The cuts angered many, a fury partly reflected in the governor's poor poll numbers. In the latest Franklin & Marshall College poll released just last week, Mr. Corbett's 26 percent job approval rating is the lowest for any sitting governor in the 20-year history of the poll.
This year, the year before Mr. Corbett must go before voters to earn a second term, the cuts are largely gone, replaced by flat funding or small increases, such as the $90 million more for basic education funding for public schools and $8.5 million more for the Children's Health Insurance Program.
Mr. Corbett took the CHIP hike and turned it into a photo opportunity Wednesday, the day after his budget address. With the media peeking in, he chatted up children at the Osterhout Free Library in Wilkes-Barre.
It was a first step toward the rehabilitation of Tom Corbett in the public eye.
"I can't think of a better place to do this," Mr. Corbett said as he began addressing the room.
He wasn't necessarily talking about his upcoming makeover, but he could have been.
Democrats, whose candidates are weighing a run against him next year, say Mr. Corbett's budget is part of his makeover.
"In any year, if a governor wants to find the money to do the right thing, a governor can find the money to do the right thing," state Democratic Party chairman Jim Burn said. "In this year, a year before the election, where the governor's (poll) numbers are at record-breaking lows, he is trying to placate folks who are very upset with his abysmal leadership by a little intermittent gratification with a few minor streams of revenue."
This budget and his next one, which Mr. Corbett will announce a year from now, will frame his re-election, but he dismissed the notion his latest spending plan is about politics.
But even the choice to highlight increased CHIP funding could be read with a political overtone.
"It's also fitting that we're here because this is Gov. (Robert) Casey's stomping grounds up here in the Northeast, and the CHIP program was actually established under Gov. Casey," he said. "As we all know, the health of our children does matter."

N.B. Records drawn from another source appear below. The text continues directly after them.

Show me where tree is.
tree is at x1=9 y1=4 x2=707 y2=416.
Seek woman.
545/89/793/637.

Especially to moderate Democrats, whose support Mr. Corbett will need if he plans to win a second four-year term.
In a state where Democrats outnumber Republicans by more than 1.1 million voters, it does not help Mr. Corbett that three-fifths of Democrats (60 percent) have an unfavorable view of him; only about a fifth of people (21 percent) who consider themselves moderate view him favorably; and less than a quarter of independents (23 percent) have a favorable view, according to the latest F&M poll. Even Republicans and conservatives struggle to like him with only about four in 10 (42 percent) of Republicans and between four and five in 10 (45 percent) conservatives having a favorable view.
"I see Pennsylvania turning the corner, maybe before other states are even turning it because we have a great deal of resources here in Pennsylvania," Mr. Corbett said, clearly hoping that he turns the corner with voters, too. "So that when I announced my budget yesterday, we made some decisions that we think we can actually spend more money the last few years and still stay within budget and not raise taxes."

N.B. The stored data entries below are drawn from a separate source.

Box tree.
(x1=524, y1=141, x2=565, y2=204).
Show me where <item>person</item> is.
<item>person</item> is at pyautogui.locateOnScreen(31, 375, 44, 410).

Well, not exactly. Tax rates aren't going up, but tax revenues will rise to get more money for fixing roads and bridges because he is proposing to gradually lift the cap on the oil company franchise tax. Drivers will pay more for that, regardless of what the governor says.

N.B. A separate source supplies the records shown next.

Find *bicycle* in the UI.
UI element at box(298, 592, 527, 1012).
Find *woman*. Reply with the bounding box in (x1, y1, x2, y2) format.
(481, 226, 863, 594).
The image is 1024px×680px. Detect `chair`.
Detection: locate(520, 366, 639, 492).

Mr. Corbett is counting on people understanding that the pain of the last two years was necessary, and now that revenues are improving, he's trying to fix roads and bridges and help reduce waiting lists for services caused by his cuts.
"We'd love to have all the money in the world, but we don't," he said. "We have a finite amount of resources and an infinite amount of requests. There are more people that would like to see more money going into roads, going into welfare programs, going into a number of different programs. But we have to live within our means."
Even Republicans only lukewarmly embraced Mr. Corbett's new budget, especially its plan to provide temporary new money for early childhood education through the sale of the state liquor stores.
"I remind everybody the budget is the start of the process," he said in Wilkes-Barre.
He meant that a governor's budget just initiates the annual debate on how to spend state taxpayer dollars, but he could have been talking about his political comeback, too.